A Fast Rollback-Recovery Scheme based on Optimistic Message.. - Park, Yeom   (Correct)

....domino effect is that the amount of computation lost due to the rollback, called the rollback distance, is not bounded. In the worst case, the recovery line consists of a set of the initial points; i.e. the total loss of the computation in spite of checkpointing efforts. A solution proposed in [4] avoids the recursive rollbacks in such a way that the consistent recovery line is determined first by the coordination among the processes, so that the processes can directly roll back to the selected checkpoint without successive rollback trials. Though this solution avoids the recursive ....

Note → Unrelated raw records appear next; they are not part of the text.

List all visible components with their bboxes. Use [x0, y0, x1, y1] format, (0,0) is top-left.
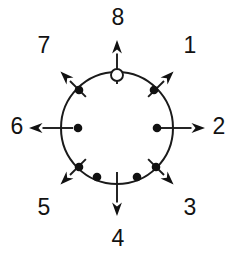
arrow-2 — [161, 123, 205, 133]
diagram-canvas: 12345678 — [0, 0, 237, 259]
direction-label-6: 6 — [11, 113, 24, 139]
arrow-6-head — [29, 123, 43, 133]
arrow-layer — [29, 40, 205, 216]
radial-direction-diagram: 12345678 — [0, 0, 237, 259]
arrow-8-head — [112, 40, 122, 54]
marker-left — [74, 124, 83, 133]
marker-lower-left — [75, 163, 84, 172]
marker-upper-right — [150, 86, 159, 95]
marker-bottom-left — [93, 173, 102, 182]
direction-label-4: 4 — [112, 225, 125, 251]
marker-bottom-right — [133, 173, 142, 182]
direction-label-7: 7 — [38, 32, 51, 58]
arrow-4-head — [112, 203, 122, 217]
direction-label-3: 3 — [184, 194, 197, 220]
direction-label-1: 1 — [184, 32, 197, 58]
marker-upper-left — [75, 86, 84, 95]
direction-label-8: 8 — [112, 4, 125, 30]
marker-right — [153, 124, 162, 133]
arrow-6 — [29, 123, 73, 133]
direction-label-2: 2 — [213, 113, 226, 139]
marker-top — [111, 69, 123, 81]
marker-layer — [74, 69, 162, 181]
direction-label-5: 5 — [38, 194, 51, 220]
marker-lower-right — [152, 163, 161, 172]
arrow-2-head — [192, 123, 206, 133]
arrow-4 — [112, 172, 122, 216]
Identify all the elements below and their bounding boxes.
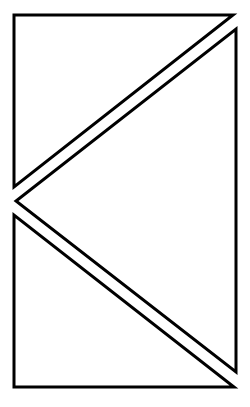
bottom-left-triangle [14, 215, 234, 387]
right-triangle [16, 29, 236, 372]
triangle-diagram [0, 0, 250, 407]
top-left-triangle [14, 15, 233, 187]
diagram-canvas [0, 0, 250, 407]
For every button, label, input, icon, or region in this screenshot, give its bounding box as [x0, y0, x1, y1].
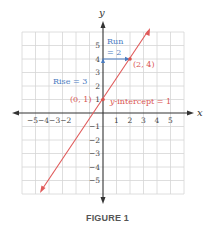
x-tick-4: 4 — [155, 116, 160, 125]
y-tick-4: 4 — [95, 55, 100, 64]
x-axis-arrow-left — [12, 111, 19, 116]
x-axis-arrow-right — [187, 111, 194, 116]
point-b-label: (2, 4) — [133, 60, 155, 69]
y-axis-label: y — [98, 7, 105, 18]
point-0-1 — [101, 98, 105, 102]
y-tick-neg3: −3 — [89, 149, 100, 158]
line-arrow-down — [40, 186, 46, 194]
x-axis-label: x — [197, 107, 203, 118]
coordinate-graph: x y −5−4−3−2 1 2 3 4 5 5 4 3 2 1 −1 −2 −… — [0, 0, 215, 232]
rise-label: Rise = 3 — [53, 77, 87, 86]
run-label-line1: Run — [107, 37, 123, 46]
point-2-4 — [128, 57, 132, 61]
y-tick-1: 1 — [95, 95, 100, 104]
x-tick-labels: −5−4−3−2 1 2 3 4 5 — [27, 116, 173, 125]
y-tick-neg5: −5 — [89, 176, 100, 185]
figure-caption: FIGURE 1 — [0, 213, 215, 223]
y-tick-neg4: −4 — [89, 163, 100, 172]
point-a-label: (0, 1) — [70, 95, 92, 104]
y-tick-5: 5 — [95, 41, 100, 50]
y-tick-2: 2 — [95, 82, 100, 91]
x-tick-1: 1 — [114, 116, 119, 125]
y-tick-neg2: −2 — [89, 136, 100, 145]
y-tick-3: 3 — [95, 68, 100, 77]
y-intercept-label: y-intercept = 1 — [109, 97, 171, 106]
x-tick-2: 2 — [128, 116, 133, 125]
x-tick-5: 5 — [168, 116, 173, 125]
x-tick-negatives: −5−4−3−2 — [27, 116, 71, 125]
x-tick-3: 3 — [141, 116, 146, 125]
y-axis-arrow-down — [101, 197, 106, 204]
run-label-line2: = 2 — [107, 48, 121, 57]
y-axis-arrow-up — [101, 21, 106, 28]
y-tick-neg1: −1 — [89, 122, 100, 131]
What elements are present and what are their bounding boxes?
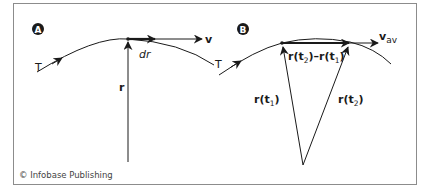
position-label-t2: r(t2) [338,93,364,108]
trajectory-curve-a [37,39,214,72]
panel-b-badge: B [237,23,249,35]
trajectory-label-b: T [214,58,222,71]
position-label-a: r [119,81,125,94]
panel-a-badge: A [32,23,44,35]
panel-a-badge-label: A [35,25,42,35]
trajectory-arrow-b [231,61,241,67]
figure-border [14,4,417,185]
trajectory-label-a: T [34,61,42,74]
panel-b: B T vav r(t2)–r(t1) r(t1) r(t2) [214,23,398,165]
panel-b-badge-label: B [240,25,247,35]
position-vector-t1 [283,47,303,165]
velocity-label-a: v [205,33,213,46]
average-velocity-label: vav [379,30,398,45]
panel-a: A T v dr r [32,23,214,162]
publisher-credit: © Infobase Publishing [19,170,113,180]
position-label-t1: r(t1) [254,93,280,108]
trajectory-arrow-a [52,58,62,64]
displacement-label-a: dr [139,48,152,61]
position-vector-t2 [303,47,348,165]
velocity-diagram: A T v dr r B T vav [0,0,431,194]
difference-label: r(t2)–r(t1) [288,50,345,65]
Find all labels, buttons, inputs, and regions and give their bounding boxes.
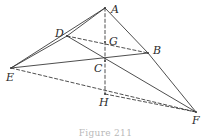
vertex-point-g — [104, 41, 106, 43]
vertex-label-d: D — [55, 28, 64, 39]
vertex-point-f — [195, 111, 197, 113]
vertex-point-a — [104, 7, 106, 9]
vertex-label-b: B — [153, 45, 161, 56]
edge-D-B — [67, 36, 148, 53]
geometry-diagram — [0, 0, 211, 139]
vertex-point-h — [104, 93, 106, 95]
figure-caption: Figure 211 — [0, 128, 211, 139]
edge-D-F — [67, 36, 196, 112]
vertex-point-d — [66, 35, 68, 37]
vertex-label-f: F — [192, 115, 200, 126]
vertex-label-a: A — [111, 4, 119, 15]
vertex-point-e — [10, 67, 12, 69]
vertex-label-e: E — [6, 72, 14, 83]
edge-A-D — [67, 8, 105, 36]
vertex-point-c — [104, 60, 106, 62]
edge-B-F — [148, 53, 196, 112]
vertex-label-c: C — [94, 63, 102, 74]
vertex-label-g: G — [109, 36, 118, 47]
geometry-figure: ADGBCEHF Figure 211 — [0, 0, 211, 139]
vertex-label-h: H — [99, 97, 109, 108]
vertex-point-b — [147, 52, 149, 54]
edge-H-F — [105, 94, 196, 112]
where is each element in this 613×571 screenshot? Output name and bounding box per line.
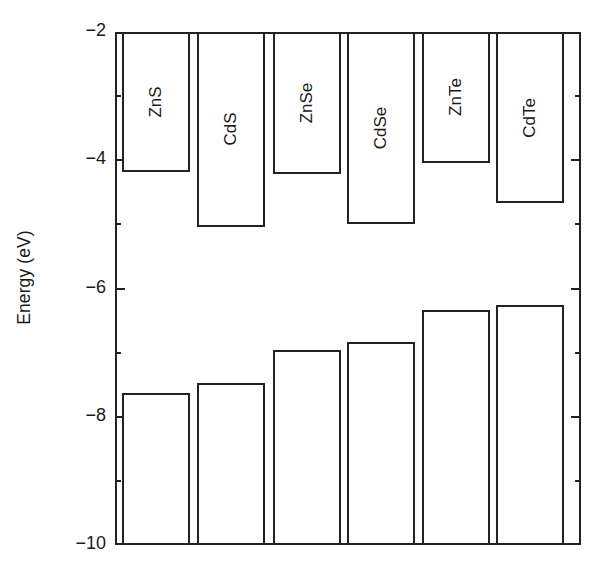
valence-band-box xyxy=(496,305,564,545)
y-tick-label: −4 xyxy=(60,149,106,167)
y-minor-tick xyxy=(575,223,581,225)
y-tick-label: −10 xyxy=(60,534,106,552)
y-axis-tick-labels: −2−4−6−8−10 xyxy=(44,0,106,571)
valence-band-box xyxy=(273,350,341,545)
y-major-tick xyxy=(115,288,125,290)
material-label: ZnSe xyxy=(297,43,317,163)
y-major-tick xyxy=(571,416,581,418)
material-label: CdSe xyxy=(371,68,391,188)
valence-band-box xyxy=(122,393,190,545)
y-major-tick xyxy=(571,159,581,161)
y-minor-tick xyxy=(115,352,121,354)
y-axis-title-container: Energy (eV) xyxy=(0,0,40,571)
y-tick-label: −2 xyxy=(60,21,106,39)
valence-band-box xyxy=(347,342,415,545)
material-label: CdS xyxy=(221,69,241,189)
y-tick-label: −8 xyxy=(60,406,106,424)
y-axis-title: Energy (eV) xyxy=(14,158,35,398)
y-minor-tick xyxy=(115,223,121,225)
valence-band-box xyxy=(197,383,265,545)
y-minor-tick xyxy=(115,480,121,482)
y-minor-tick xyxy=(575,95,581,97)
y-minor-tick xyxy=(575,352,581,354)
plot-area: ZnSCdSZnSeCdSeZnTeCdTe xyxy=(115,32,581,545)
y-tick-label: −6 xyxy=(60,278,106,296)
y-minor-tick xyxy=(575,480,581,482)
material-label: ZnTe xyxy=(446,37,466,157)
band-alignment-figure: Energy (eV) −2−4−6−8−10 ZnSCdSZnSeCdSeZn… xyxy=(0,0,613,571)
y-major-tick xyxy=(571,288,581,290)
valence-band-box xyxy=(422,310,490,545)
y-minor-tick xyxy=(115,95,121,97)
material-label: ZnS xyxy=(146,42,166,162)
material-label: CdTe xyxy=(520,58,540,178)
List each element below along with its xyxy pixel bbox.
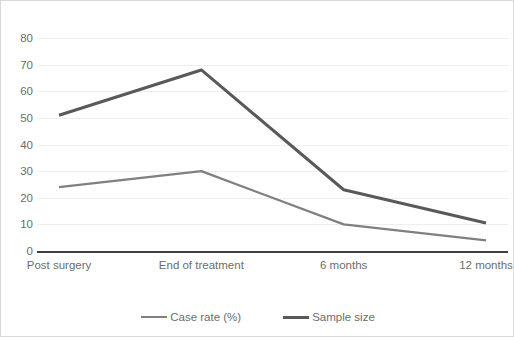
chart-lines xyxy=(1,1,514,337)
x-axis-tick-label: 6 months xyxy=(320,259,367,271)
legend-item[interactable]: Case rate (%) xyxy=(141,311,241,323)
series-line xyxy=(59,70,486,223)
series-line xyxy=(59,171,486,240)
legend-line-icon xyxy=(283,316,309,319)
x-axis-labels: Post surgeryEnd of treatment6 months12 m… xyxy=(37,259,508,277)
legend-line-icon xyxy=(141,316,167,318)
x-axis-tick-label: Post surgery xyxy=(27,259,92,271)
x-axis-tick-label: 12 months xyxy=(459,259,513,271)
x-axis-tick-label: End of treatment xyxy=(159,259,244,271)
chart-figure: 01020304050607080 Post surgeryEnd of tre… xyxy=(0,0,514,337)
legend-item[interactable]: Sample size xyxy=(283,311,375,323)
legend-label: Sample size xyxy=(312,311,375,323)
legend-label: Case rate (%) xyxy=(170,311,241,323)
chart-legend: Case rate (%)Sample size xyxy=(1,311,514,323)
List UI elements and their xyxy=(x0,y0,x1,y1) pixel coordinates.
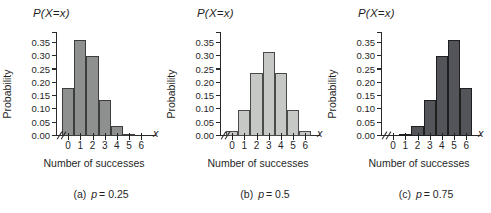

B. Bhargava and S.R. Lian. Independent checkpointing and concurrent rollback for recovery - an optimistic approach. In Int. Conference on Data Engineering, pages 182--189, 1988.


Application Controlled Checkpointing Coordination for.. - Park, Yeom (2000)   (3 citations)  (Correct)

....is that the amount of computation lost due to the rollback, called the rollback distance, is not bounded. In the worst case, the only consistent recovery line consists of a set of the initial points; i.e. the total loss of the computation in spite of checkpointing efforts. A solution proposed in [5] avoids the recursive rollbacks by one coordinator determining the consistent set of checkpoints, so that the other processes can directly roll back to the selected points. In order to solve the unbounded rollback distance problem, various checkpointing coordination schemes have been suggested. ....

B. Bhargava and S.R. Lian, "Independent checkpointing and concurrent rollback for recovery - an optimistic approach," In Proc. of the 4th Int'l. Conference on Data Engineering, pp. 182--189, 1988.


Fault-tolerant Parallel Applications with Dynamic Parallel.. - Gerlach, Hersch (2005)   (Correct)

No context found.

B. Bhargava, S.R. Lian, Independent Checkpointing and Concurrent Rollback for Recovery -- an Optimistic Approach, Proc. IEEE Symposium on Reliable Distributed Systems, pp. 3-12, 1988


Guaranteed Deadlock Recovery: Deadlock Resolution with.. - Wang, Merritt.. (1995)   (Correct)

No context found.

B. Bhargava and S. R. Lian, "Independent checkpointing and concurrent rollback for recovery - An optimistic approach," in Proc. IEEE Symp. Reliable Distributed Syst., pp. 3--12, 1988.